In the central Sinai area of Magharah, a Bir al-Abd citizen was injured while fleeing in his car from a roaming checkpoint on June 25, according to a local source. Five days earlier, two other civilians were killed and a third was injured in the same area when an IED exploded near their car, according to a local source, who explained that the victims worked at a quarry that was contracted by the Armed Forces for work on road projects.

The same source noted that the Province of Sinai recently carried out attacks against quarries in central Sinai where it seized food rations and cautioned workers of dealing with the Armed Forces.

On June 8, the Associated Press reported, citing security sources, that five civilians – three engineers, a worker and a driver – working in a project southeast of Bir al-Abd, had been abducted by armed militants who stopped their car and led them to an unknown location.

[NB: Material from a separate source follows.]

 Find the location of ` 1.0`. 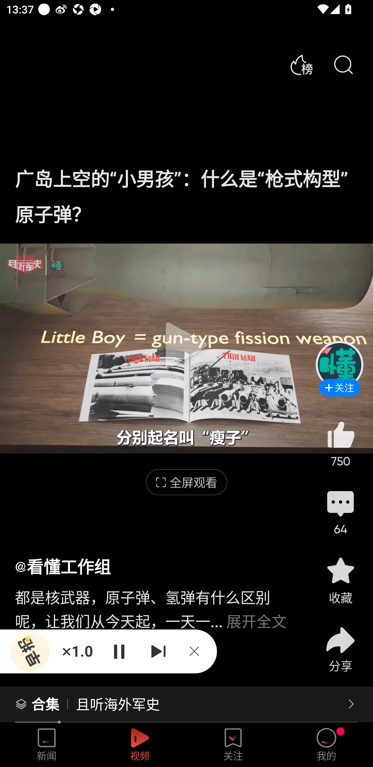

 1.0 is located at coordinates (77, 651).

While the Province of Sinai did not take responsibility for the abduction, it announced in mid-April that it has killed two of three citizens it had kidnapped from the village of Amouriya east of Bir al-Abd three months prior. The fate of the third remains unknown. The group also announced the death of another young man from Eastern Qantara who works as a camel herder. They abducted and killed him on the grounds that he worked with the Armed Forces. The Province of Sinai published several photographed publications featuring operations in which unarmed citizens were killed by group members, without mentioning further details.

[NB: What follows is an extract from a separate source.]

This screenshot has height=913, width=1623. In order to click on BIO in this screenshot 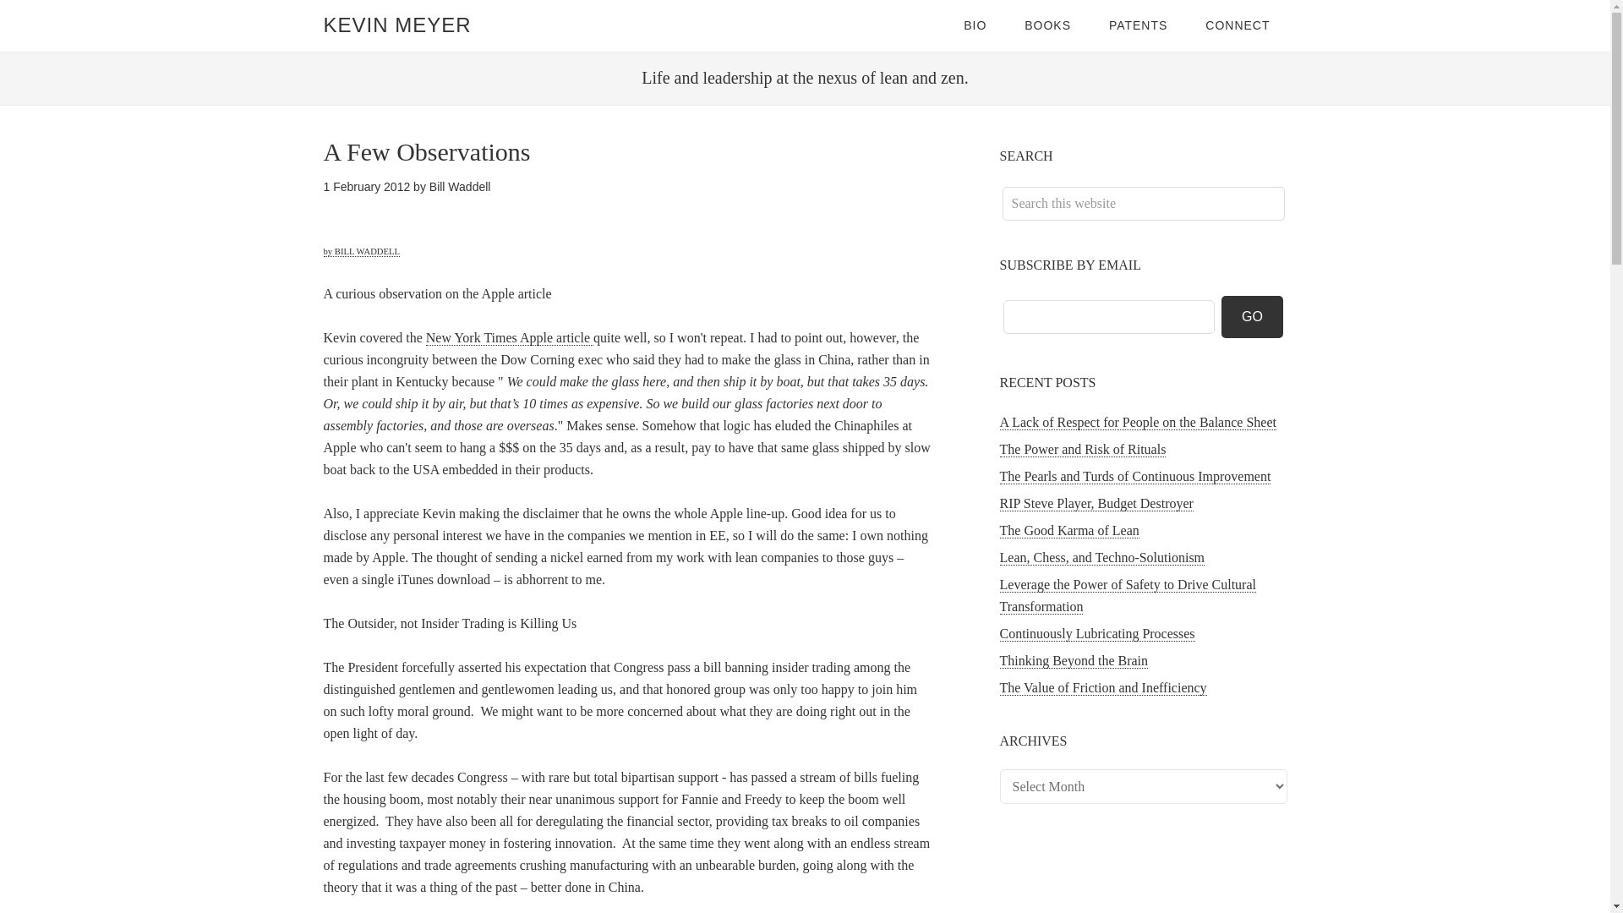, I will do `click(974, 25)`.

In the Sheikh Zuwayed area of Karam al-Qawadees, militants targeted equipment owned by a contractor working with the Armed Forces in late May. Three pieces of heavy equipment used in constructing roads were severely damaged in the attack, according to a source working in the construction field who spoke to Mada Masr.

While the Armed Forces Operation Sinai 2018 wrested control over Arish from militants, the group emerged in the city last quarter. About 15 armed militants stormed the village of Amal southeast of Arish on April 29 with a wanted list. They searched homes but did not find most of the individuals they were looking for. However, they did abduct three citizens, a man from the Sawarka tribe and a man and a woman from the Tarabin tribe, and executed them near the village, according to a source close to the Union of Sinai Tribes who spoke to Mada Masr.

A few hours later, the Union of Sinai Tribes announced the death of the two young men and published their names and photos, without any mention of the woman, which the source asserted was killed as well. The Province of Sinai took responsibility for the attack and killing the two men shortly afterward. The group claimed they were trackers who helped the Armed Forces follow movements of militants.

The Province of Sinai issued a publication titled “Profile Makers 2” in mid-April, listing the group’s operations against those who “cooperate” with the Armed Forces. The publication featured the killing of two young men, whom the militants assert confessed to being members of the Tarabin tribe that fight alongside the Armed Forces and track militants around the Hemair, Halal, Maaqaf and Marahil mountains.

In response to pressure that the military has placed on its supply lines, Province of Sinai publications have tried to highlight an abundance of food rations. 

In a publication titled “Diaries of Caliphate soldiers during Ramadan in the eastern sector of the Province of Sinai,” militants can be seen preparing meats, rice, vegetables and pastries. 

The Province of Sinai’s attempt to debunk the food crisis in its photographed publications.

Mada Masr previously reported that the Province of Sinai was suffering from a food crisis as the Armed Forces had cut off its supply lines, especially in Rafah and Sheikh Zuwayed, which led to several of its fighters and families turning themselves in.

In recent months, the Province of Sinai intensified its attacks against inhabited areas in Sheikh Zuwayed and villages east of Bir al-Abd with a focus on stealing food and supplies from residents, including sheep and poultry at times.